AI Agents of the Week: Papers You...
AI Agents of the Week – LLM Watch (March 8, 2026)
Main Thesis
This week’s research roundup highlights meaningful progress across five core challenge areas for autonomous AI agents: memory management, long-horizon planning, multi-agent collaboration, safety/evaluation, and practical tooling.
Key Findings
🧠 Memory & Continual Learning
- Memex(RL): Solves the context window bottleneck by indexing past interactions externally, allowing agents to retrieve full-fidelity memories on demand — avoiding lossy summarization.
- SkillNet: Builds a library of 200,000+ reusable skills, improving average rewards by 40% and cutting execution steps by 30% across benchmarks. Agents stop “reinventing the wheel.”
🗺️ Planning & Environment Interaction
- HiMAP-Travel: Hierarchical multi-agent framework splits travel planning into strategic + parallel day-level execution. Achieves 52.78% validation pass rate on TravelPlanner (+8.67pp over baselines) with 2.5x lower latency.
- T2S-Bench: “Structure of Thought” prompting yields +5.7% improvement across 8 text tasks; fine-tuning pushes this to +8.6%. How agents organize information matters as much as what they know.
🤝 Multi-Agent Collaboration
- HACRL: Enables heterogeneous agents to learn from each other via verified rollout sharing. Their HACPO algorithm beats GSPO by 3.3% using only half the rollout cost.
- Vivaldi: Role-structured multi-agent system for physiological time series. Key nuance: agentic pipelines help non-thinking models (+6.9 to +9.7 points) but can hurt thinking models (−14 points in relevance). Agentic reasoning is not universally beneficial.
🔒 Trust, Verification & Safety
- AgentVista: A rigorous benchmark across 25 sub-domains. Even the best model (Gemini-3-Pro with tools) achieves only 27.3% overall accuracy. Hard tasks require 25+ tool-calling turns, exposing how far agents are from reliable real-world use.
- Vivaldi reinforces that explicit tool-based computation wins for codifiable metrics; subjective targets show limited gains — value lies in selective externalization of computation.
🛠️ Tools & Frameworks
- DARE: Distribution-aware retrieval for R’s statistical ecosystem, achieving 93.47% NDCG@10 — outperforming state-of-the-art embedding models by up to 17% with fewer parameters. RCodingAgent shows strong downstream gains.
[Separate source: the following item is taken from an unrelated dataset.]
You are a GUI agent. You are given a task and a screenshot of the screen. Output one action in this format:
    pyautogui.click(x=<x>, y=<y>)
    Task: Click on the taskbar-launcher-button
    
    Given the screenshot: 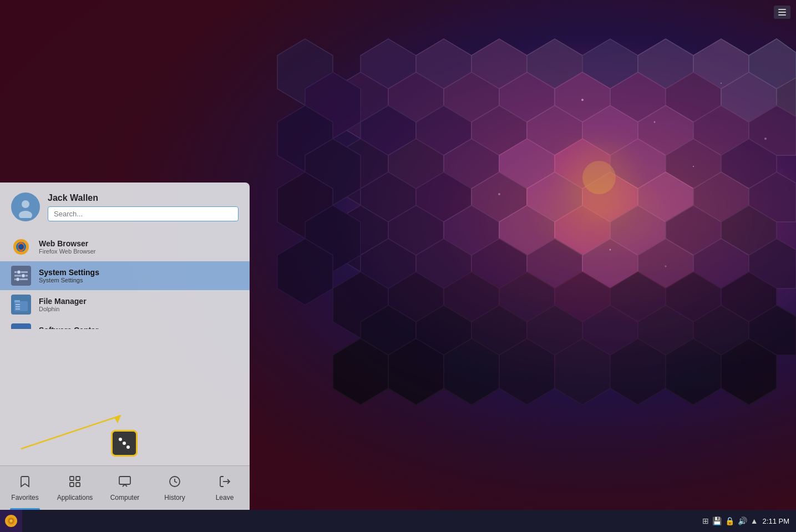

- SkillNet releases an interactive platform and Python toolkit alongside its skill repository for immediate developer use.
- Memex(RL) provides an RL framework specifically for optimizing memory retrieval operations.
Practical Takeaways
- Don’t rely on context windows alone — external indexed memory (Memex(RL)) is a superior architecture for long-running agents.
- Reusable skill libraries dramatically cut redundant computation; SkillNet’s open toolkit is worth exploring now.
- Parallelized hierarchical planning (HiMAP-Travel) is a viable pattern for complex constrained tasks.
- Test before assuming agentic = better — Vivaldi’s results show thinking models can be degraded by agentic pipelines.
- Current agent benchmarks are brutally hard — AgentVista’s 27.3% ceiling should calibrate expectations for production deployment.
- Structured prompting (Structure of Thought) is a low-cost, high-value technique worth applying immediately.